Monday, August 1, 2011

New York Times, Editorial: The Equitable Fire.

January 10, 1912, New York Times, Editorial, "The Equitable Fire."

There was no other private business building in the world that could be compared with the Equitable Building in repsect to the magnitude of the interests assembled under its roof, no other the burning of which would have imperiled so many hundreds of millions of securities, or have been the cause of so serious a temporary derangemeent of financial affairs. The immediate effect of the fire was the closing of half a dozen or more of the city's great banking institutions to which access could not be had because of the heat and smoke and the establishment of fire lines. The Clearing House, an indispensible part of the financial machinery of the Wall Street district, could not be occupied, and the morning's clearings were effected after a fashion, in the Chamber of Commerce Building. One singular effect of the fire was the suspension of deliveries on the Stock Exchange. Immense volumns of securities were known to be either destroyed or rendered inaccessible by the fire, and not only were deliveries out of the question, but there could be no certainty that the securities dealt in were actually in existence. It is certain that New York has never had a fire that was the cause of so general a dislocation of business in the financial district.

There is reason to believe that when the final measure of the property loss is ascertained, it will be far below the appaling estimates which were first made, and which seemed plausible enough when it was feared that everything within the building might be destroyed. It is a cause of congratulations, first of all, that the enormous mass of securities belonging to the Equitable Life Assurance Society, amounting, it is said, to some $300,000,000, were preserved from destruction within the great safe built for their keeping some years ago. There is great satisfaction, too, in the assurance given by Presidant DAY that the records of the society, which hardly could be replaced, were some time since removed to another office. It is believed that the securities in the vaults of the Mercantile Safe Deposit Company, amounting to many millions, and those in the safes of the banking institutions are also intact.
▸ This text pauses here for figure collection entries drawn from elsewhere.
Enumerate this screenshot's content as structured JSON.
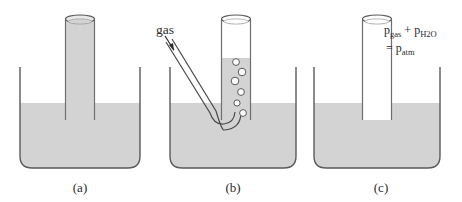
{
  "figure": {
    "background_color": "#ffffff",
    "water_color": "#d3d3d3",
    "outline_color": "#5a5a5a",
    "text_color": "#2b2b2b",
    "bubble_color": "#ffffff"
  },
  "panels": [
    {
      "id": "a",
      "label": "(a)",
      "description": "Inverted tube completely filled with water standing in a beaker of water",
      "tube_contents": "water",
      "water_level_in_tube": "full"
    },
    {
      "id": "b",
      "label": "(b)",
      "description": "Gas delivered through a bent tube bubbles up and displaces water in the collection tube",
      "tube_contents": "gas and water",
      "water_level_in_tube": "partial",
      "gas_label": "gas",
      "bubble_count": 6
    },
    {
      "id": "c",
      "label": "(c)",
      "description": "Tube filled with collected gas; total pressure equals atmospheric pressure",
      "tube_contents": "gas",
      "water_level_in_tube": "empty",
      "equation": {
        "line1_p1": "p",
        "line1_sub1": "gas",
        "line1_plus": " + ",
        "line1_p2": "p",
        "line1_sub2": "H",
        "line1_sub2b": "2",
        "line1_sub2c": "O",
        "line2_equals": "= ",
        "line2_p": "p",
        "line2_sub": "atm",
        "full_text": "p(gas) + p(H2O) = p(atm)"
      }
    }
  ]
}
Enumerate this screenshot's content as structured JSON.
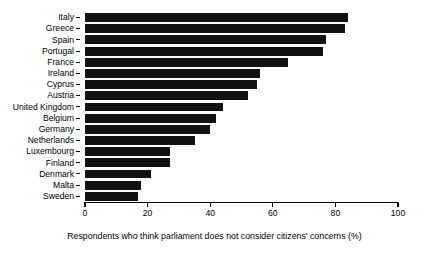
{
  "chart_data": {
    "type": "bar",
    "orientation": "horizontal",
    "title": "",
    "xlabel": "Respondents who think parliament does not consider citizens' concerns (%)",
    "ylabel": "",
    "xlim": [
      0,
      100
    ],
    "xticks": [
      0,
      20,
      40,
      60,
      80,
      100
    ],
    "grid": false,
    "legend": null,
    "bar_color": "#111111",
    "categories": [
      "Italy",
      "Greece",
      "Spain",
      "Portugal",
      "France",
      "Ireland",
      "Cyprus",
      "Austria",
      "United Kingdom",
      "Belgium",
      "Germany",
      "Netherlands",
      "Luxembourg",
      "Finland",
      "Denmark",
      "Malta",
      "Sweden"
    ],
    "values": [
      84,
      83,
      77,
      76,
      65,
      56,
      55,
      52,
      44,
      42,
      40,
      35,
      27,
      27,
      21,
      18,
      17
    ]
  }
}
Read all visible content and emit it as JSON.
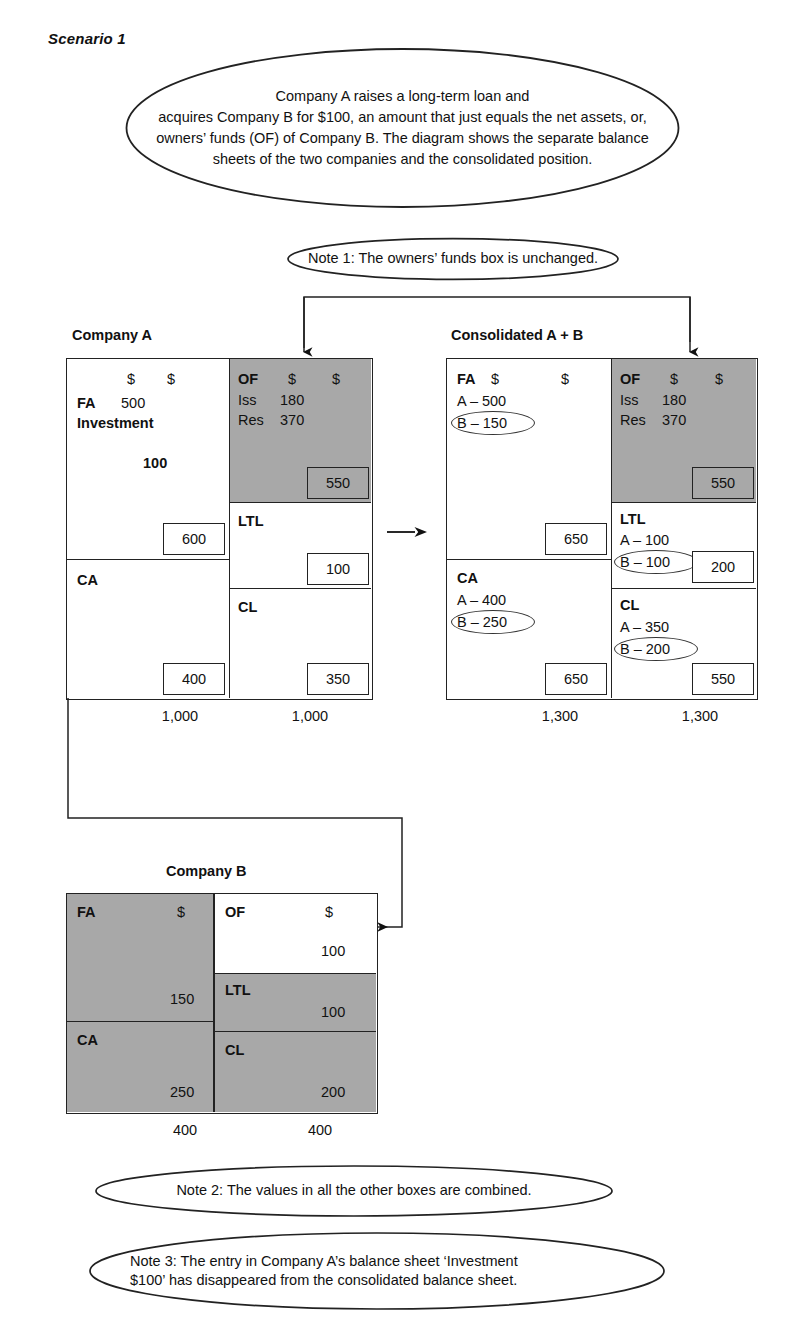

Two valuable law libraries were destroyed, besides the records and papers of the many law firms who were tenants of the building. The loss, confusion, and embarrassments caused by the fire will have their echoes in court proceedings for many years to come. The Equitable Building, valued at some $15,000,000, will be a total loss, and it was not insured. But, as it was said that the land covered by the structure is worth $300,000 more without the building than with it, it is plain that the estimate of this loss is subject to material reduction in view of the fact that the Equitable Society has for some years had under consideration plans for the erection of a new building.